Last night I found myself in a fascinating conversation with friends about the differences between us. It started when they were explaining the romantic notion of a book/story like Into the Wild, or Johnny Cash. Two of them were trying to explain to me the attraction to such a story. That there was some sort of connection that they made with the slow unraveling of someone’s life that they identified with. It was like their insides were finding home in the story. Like there was a part of them that wanted to follow in that path.
I just couldn’t relate. While I have always enjoyed and preffered the stories that were raw and honest, possibly even beautiful, like these ones, the last words I would use to describe that enjoyment would be romantic or desireable. Those kinds of stories are despairing and completely undesireable to me. While we both understand them to be tragic, I do not in anyway find solace or shelter in the tragic.
I realized for me, there is a similar kind of romantic desire towards meekness, or like a controlled unraveling with a greater purpose. While they would be reading Into the Wild, I’m reading Che Guevara or Nelson Mandela. There has always been something inside of me that identifies with these grand causes and the lives that unravel for those causes. I can picture my life ending that way. Death is still the end. Unraveling of a life is still happening and the tragic is very much present, but it is for something bigger than that person.
There seems to be a spectrum of meaning that is present. Maybe the far side is the romanticism with death consumed by meaninglessness and the other side is a romanticism with death full of meaning. Yes, yes, I know that meaning and meaninglessness are subjective terms – but they are helpful to explain what is going on here not just with the one who experiences it but also the onlooker. Is this a thing? Is there anyone that explores this spectrum and how it is present within us?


Exercise goal —
Retype the records in full, and please keep the pictures out of the copy.

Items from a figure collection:
☆ ☆ ☆

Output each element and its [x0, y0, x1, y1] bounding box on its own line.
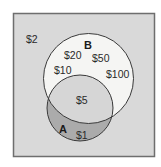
set-a-label: A	[59, 123, 67, 135]
b-only-value: $50	[92, 52, 110, 64]
b-only-value: $100	[106, 68, 130, 80]
a-only-value: $1	[76, 129, 88, 141]
venn-diagram: B A $2 $20 $50 $10 $100 $5 $1	[0, 0, 161, 167]
b-only-value: $10	[54, 64, 72, 76]
b-only-value: $20	[64, 49, 82, 61]
intersection-value: $5	[76, 94, 88, 106]
set-b-label: B	[84, 39, 92, 51]
outside-value: $2	[26, 33, 38, 45]
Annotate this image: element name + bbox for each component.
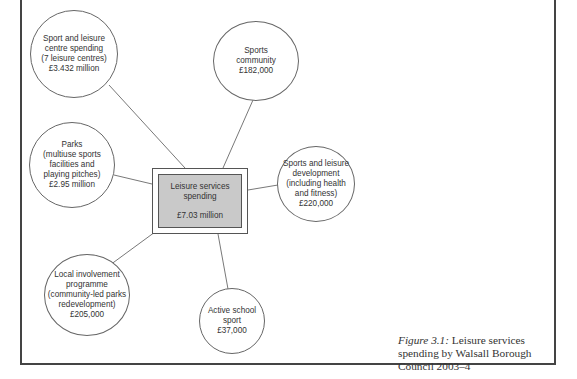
link-sports-community <box>223 100 253 168</box>
figure-caption: Figure 3.1: Leisure services spending by… <box>398 334 554 373</box>
node-local-involvement: Local involvement programme (community-l… <box>44 254 130 336</box>
link-active-school-sport <box>218 234 228 289</box>
figure-label: Figure 3.1: <box>398 334 449 346</box>
node-sports-community: Sports community £182,000 <box>213 21 299 101</box>
node-label: Sports and leisure development (includin… <box>283 159 349 209</box>
center-node-inner: Leisure services spending £7.03 million <box>158 174 242 228</box>
node-sports-leisure-development: Sports and leisure development (includin… <box>277 146 355 222</box>
node-parks: Parks (multiuse sports facilities and pl… <box>29 122 115 208</box>
link-sport-leisure-centre <box>109 85 185 168</box>
node-label: Sport and leisure centre spending (7 lei… <box>41 34 107 74</box>
node-sport-leisure-centre: Sport and leisure centre spending (7 lei… <box>30 10 118 98</box>
center-amount: £7.03 million <box>177 211 223 221</box>
center-title-line2: spending <box>183 192 216 202</box>
link-local-involvement <box>110 232 155 265</box>
center-node-leisure-services: Leisure services spending £7.03 million <box>152 168 248 234</box>
center-title-line1: Leisure services <box>170 182 229 192</box>
node-active-school-sport: Active school sport £37,000 <box>199 288 265 354</box>
node-label: Parks (multiuse sports facilities and pl… <box>43 140 101 190</box>
node-label: Local involvement programme (community-l… <box>48 270 126 320</box>
node-label: Active school sport £37,000 <box>208 306 256 336</box>
link-sports-leisure-development <box>248 185 278 190</box>
node-label: Sports community £182,000 <box>236 46 276 76</box>
link-parks <box>114 175 152 184</box>
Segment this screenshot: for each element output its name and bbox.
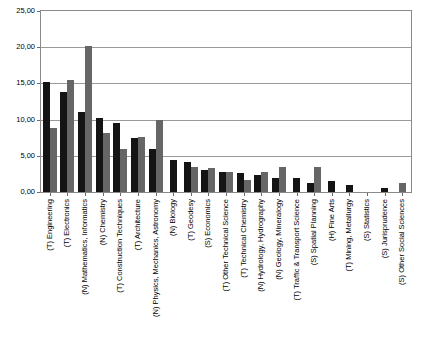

☆ ☆ ☆

Result for this exercise —
Output each element and its [x0, y0, x1, y1] bounding box on its own line.
set-a-label: A	[59, 123, 67, 135]
b-only-value: $50	[92, 52, 110, 64]
b-only-value: $100	[106, 68, 130, 80]
a-only-value: $1	[76, 129, 88, 141]
venn-diagram: B A $2 $20 $50 $10 $100 $5 $1	[0, 0, 161, 167]
b-only-value: $10	[54, 64, 72, 76]
b-only-value: $20	[64, 49, 82, 61]
intersection-value: $5	[76, 94, 88, 106]
set-b-label: B	[84, 39, 92, 51]
outside-value: $2	[26, 33, 38, 45]
Annotate this image: element name + bbox for each component.
link-sports-community <box>223 100 253 168</box>
figure-caption: Figure 3.1: Leisure services spending by… <box>398 334 554 373</box>
node-local-involvement: Local involvement programme (community-l… <box>44 254 130 336</box>
link-active-school-sport <box>218 234 228 289</box>
figure-label: Figure 3.1: <box>398 334 449 346</box>
node-sports-community: Sports community £182,000 <box>213 21 299 101</box>
node-label: Sports and leisure development (includin… <box>283 159 349 209</box>
center-node-inner: Leisure services spending £7.03 million <box>158 174 242 228</box>
node-sports-leisure-development: Sports and leisure development (includin… <box>277 146 355 222</box>
node-parks: Parks (multiuse sports facilities and pl… <box>29 122 115 208</box>
link-sport-leisure-centre <box>109 85 185 168</box>
node-label: Sport and leisure centre spending (7 lei… <box>41 34 107 74</box>
node-sport-leisure-centre: Sport and leisure centre spending (7 lei… <box>30 10 118 98</box>
center-amount: £7.03 million <box>177 211 223 221</box>
center-title-line2: spending <box>183 192 216 202</box>
link-local-involvement <box>110 232 155 265</box>
center-node-leisure-services: Leisure services spending £7.03 million <box>152 168 248 234</box>
center-title-line1: Leisure services <box>170 182 229 192</box>
node-active-school-sport: Active school sport £37,000 <box>199 288 265 354</box>
node-label: Parks (multiuse sports facilities and pl… <box>43 140 101 190</box>
node-label: Local involvement programme (community-l… <box>48 270 126 320</box>
node-label: Active school sport £37,000 <box>208 306 256 336</box>
link-sports-leisure-development <box>248 185 278 190</box>
node-label: Sports community £182,000 <box>236 46 276 76</box>
link-parks <box>114 175 152 184</box>
Segment this screenshot: for each element output its name and bbox.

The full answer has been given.